The pharmacists and physicians involved had all been investigated for violating rules for prescribing and dispensing controlled substances. Several had admitted to doing so in criminal court pleas. The patients subsequently filed separate and joint civil lawsuits for medical malpractice.

The state Supreme Court ruling allows the claims for damages to go forward by making juries responsible for determining whether the medical practitioners bore principal liability for getting and keeping people addicted. West Virginia civil law recognizes comparative negligence, meaning that victims do not need to be completely blameless in order to hold others accountable for injuries.

Virginia, where my medical malpractice attorney colleagues primarily practice, follows the opposite legal theory of contributory negligence. If a defendant in a Virginia malpractice case can show that a plaintiff played any role in harming him or herself, the defendant can escape liability. For prescription painkiller addicts, demonstrating contributory negligence could be easy.

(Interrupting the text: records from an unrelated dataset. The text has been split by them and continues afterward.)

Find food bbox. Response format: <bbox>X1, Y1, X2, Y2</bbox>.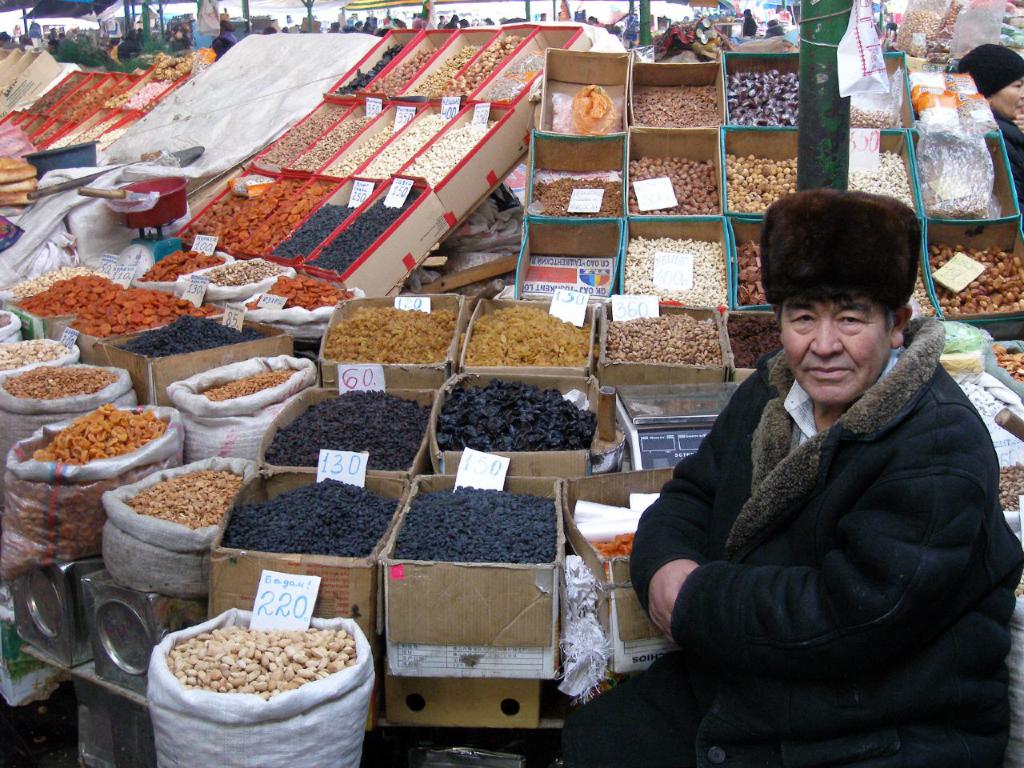
<bbox>333, 121, 395, 173</bbox>.
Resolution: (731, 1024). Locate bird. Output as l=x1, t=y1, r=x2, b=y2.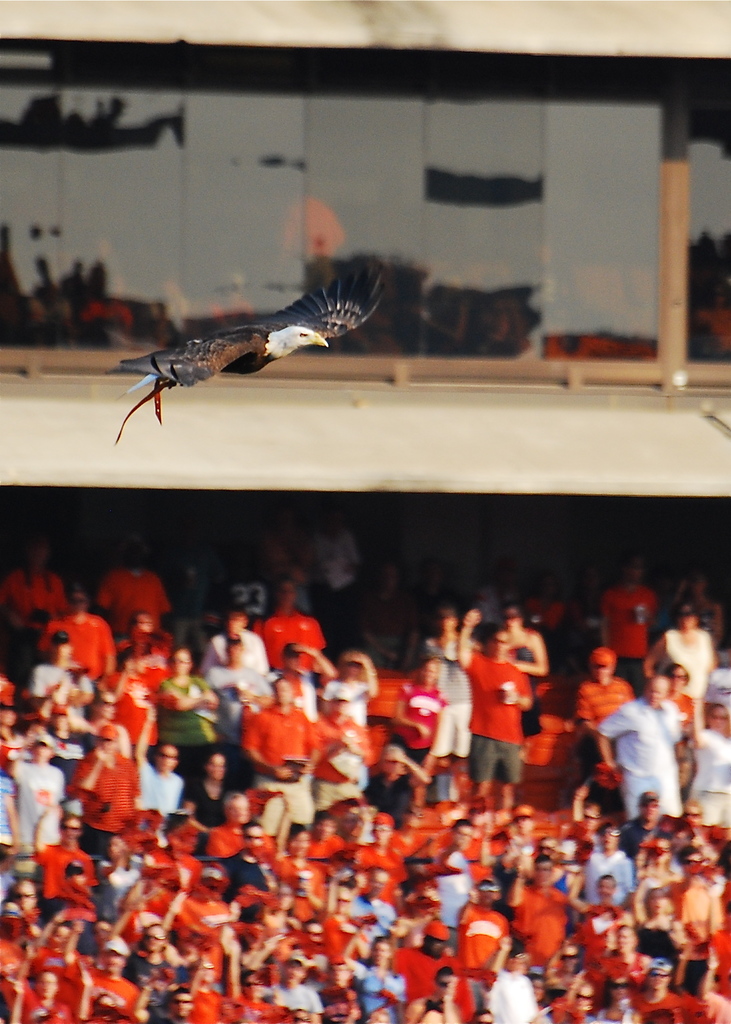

That difference highlights the importance of the comparative negligence-based ruling in West Virginia. Patients place enormous trust in their doctors and pharmacists. Staying healthy often requires a patient to assume that physicians and other providers are acting only in his or her best interest. Operating a pill mill, a business concerned more with generating profits than with healing, completely betrays that trust. Patients victimized by careless health care practitioners should have the right to call those negligent professionals to account.

EJL

Legal Examiner Staffer

Legal Examiner Staffer

The Legal Examiner and our Affiliate Network strive to be the place you look to for news, context, and more, wherever your life intersects with the law.